There has to be a moment in time when the idea at the core of a book first crackles into life. In this case the catalyst was a phrase in ‘This Common Inheritance’, the seminal White Paper published in 1990, during Chris Patten’s time as Secretary of State for the Environment. This marked a turning point at the end of a decade during which the government had ignored the basis of much land-use and transport planning policy developed since the mid-1960s. The phrase followed a discussion of the proposed use of planning to guide development into locations which would reduce the need for transport and/or permit use of public transport, as an alternative to the motor car:
However, not enough is known about the relationship between choice of housing and employment location and transport mode to allow the Government to offer authoritative advice at this stage (Secretary of State for the Environment et al. 1990, 87).
This marked a welcome resurgence of commitment to policies which would seek to bring about a planned relationship between land-use and transport networks, rather than just bending to market forces to produce development patterns dominated by the demands of the motor car and lorry. However, the statement seemed to deny decades of work by academics and practitioners to understand relationships between land-use patterns and transport networks and, on the face of it, this seemed odd. So a review of this work was timely.

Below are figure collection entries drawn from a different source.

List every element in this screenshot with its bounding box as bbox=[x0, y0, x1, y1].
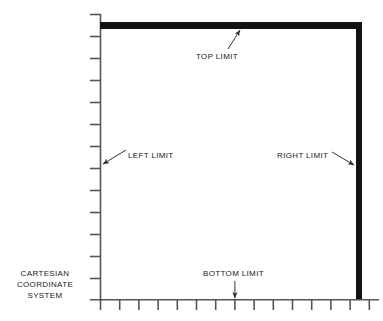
coordinate-system-caption: CARTESIAN COORDINATE SYSTEM bbox=[8, 268, 82, 301]
left-limit-label: LEFT LIMIT bbox=[128, 151, 174, 161]
caption-line-2: COORDINATE bbox=[8, 279, 82, 290]
caption-line-3: SYSTEM bbox=[8, 290, 82, 301]
right-limit-leader-arrow bbox=[332, 152, 354, 165]
right-limit-label: RIGHT LIMIT bbox=[277, 151, 328, 161]
top-limit-bar bbox=[100, 22, 362, 29]
y-axis-ticks bbox=[90, 15, 101, 279]
top-limit-label: TOP LIMIT bbox=[196, 52, 238, 62]
cartesian-coordinate-system-diagram: TOP LIMIT LEFT LIMIT RIGHT LIMIT BOTTOM … bbox=[0, 0, 383, 321]
top-limit-leader-arrow bbox=[228, 30, 240, 49]
x-axis-ticks bbox=[101, 300, 370, 310]
left-limit-leader-arrow bbox=[103, 150, 126, 164]
right-limit-bar bbox=[356, 22, 362, 299]
x-axis bbox=[90, 300, 379, 310]
bottom-limit-label: BOTTOM LIMIT bbox=[203, 269, 264, 279]
y-axis bbox=[90, 14, 101, 301]
caption-line-1: CARTESIAN bbox=[8, 268, 82, 279]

But why write a book with a focus on the relationship between land-use planning and the railway network? The reasons for this are twofold. Firstly the railway network is a product of the nineteenth century and, from the 1920s onwards, had tended to be seen as old fashioned and not very relevant to the lives of most people. Although, post 1955, modernisation had clearly taken place, there was a continuing air of decay and dereliction around much of the network and the ‘railway problem’ was, seemingly, a constant feature of post-war Britain. But, and this is the second reason, the economic boom of the second half of the 1980s had been accompanied by increased demand for travel and the result was growing congestion on the road network. In turn and especially in the south east, this had led to growth in ridership on the British Rail (BR) and London Underground networks: ‘This Common Inheritance’ noted the nine per cent increase in rail’s market share for commuting into London. Even outside the south east, steady work by local transport authorities and BR had produced some remarkably positive results: new stations and the reopening of passenger services on lines which had lost them, years previously. It was noted in ‘This Common Inheritance’ that:
The major public transport operators do extensive research into areas where they can expand their markets … British Rail’s reopening of local stations for commuters is one result of this work. The Government will continue to support efforts like these (Secretary of State for the Environment et al. 1990, 76).

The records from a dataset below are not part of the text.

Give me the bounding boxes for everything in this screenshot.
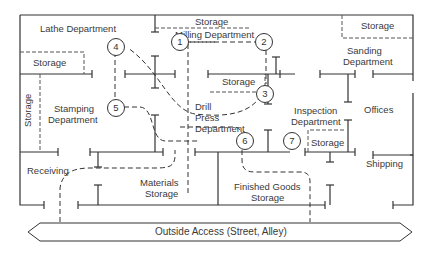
flow-node-5: 5	[107, 99, 125, 117]
flow-node-7: 7	[283, 132, 301, 150]
label-receiving: Receiving	[27, 166, 69, 177]
flow-node-1: 1	[171, 33, 189, 51]
label-lathe: Lathe Department	[40, 24, 116, 35]
label-materials-1: Materials	[140, 178, 179, 189]
label-outside-access: Outside Access (Street, Alley)	[155, 227, 287, 238]
flow-node-3: 3	[256, 85, 274, 103]
outer-wall-right-lower	[410, 93, 413, 155]
label-finished-2: Storage	[251, 193, 284, 204]
label-storage-left: Storage	[33, 58, 66, 69]
label-storage-top-mid: Storage	[195, 17, 228, 28]
label-inspection-2: Department	[291, 117, 341, 128]
label-materials-2: Storage	[145, 189, 178, 200]
label-sanding-1: Sanding	[347, 46, 382, 57]
label-storage-inspection: Storage	[311, 138, 344, 149]
flow-node-6: 6	[236, 132, 254, 150]
label-shipping: Shipping	[366, 159, 403, 170]
label-sanding-2: Department	[343, 57, 393, 68]
label-drill-1: Drill	[195, 102, 211, 113]
label-finished-1: Finished Goods	[234, 182, 301, 193]
label-storage-top-right: Storage	[361, 21, 394, 32]
label-storage-center: Storage	[222, 77, 255, 88]
label-storage-vertical: Storage	[23, 94, 34, 127]
label-offices: Offices	[364, 105, 393, 116]
flow-node-4: 4	[107, 38, 125, 56]
label-stamping-1: Stamping	[54, 104, 94, 115]
flow-node-2: 2	[255, 33, 273, 51]
label-drill-3: Department	[195, 124, 245, 135]
label-inspection-1: Inspection	[294, 106, 337, 117]
label-stamping-2: Department	[48, 115, 98, 126]
label-drill-2: Press	[195, 113, 219, 124]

Initial research in the early 1990s showed that town planners were centrally involved in these developments too, with regard to strategic policy development and local matters, such as station location (Haywood 1992). Suddenly the railway network had come to be seen in a different light; there was talk of a renaissance and a more central role as part of a more holistic approach to transport planning, despite a falling off in rail traffic in the recession of the early 1990s. From a planning point of view there would be challenges though, if there was to be a move from a paradigm of relative decline to one of growth and expansion. A critical review of the relationships between land-use planning and railway planning over previous decades would therefore be a valuable contribution to the new dialogue. An additional factor was that, just as this research started, the privatisation of BR began to look increasingly likely, so a review of the relationships between land-use and railway planning, during the period of public ownership, would be timely.

The shift in planning and transport policy in the early 1990s

The road congestion issue had been brought to a head by publication of revised National Road Traffic Forecasts (Department of Transport (DoT) 1989a), which projected increases in traffic over 1988 levels of between 83 and 142 per cent by 2025. The DoT responded to this, and the accompanying political pressure from the road lobby,1 by announcing an expanded and very ambitious programme of motorway building (DoT 1989b). This typified the single-minded support for ‘the great car economy’ and lack of enthusiasm for state backed public transport characterised by previous ‘Thatcherite’ governments. During his term as Secretary of State for Transport (1983–86), Nicholas Ridley, one of the leading free market theologians, had symbolised this approach with his 1985 Transport Act which deregulated stage bus services outside London, thereby flying in the face of historic aspirations to secure integration between different forms of public transport through public sector control.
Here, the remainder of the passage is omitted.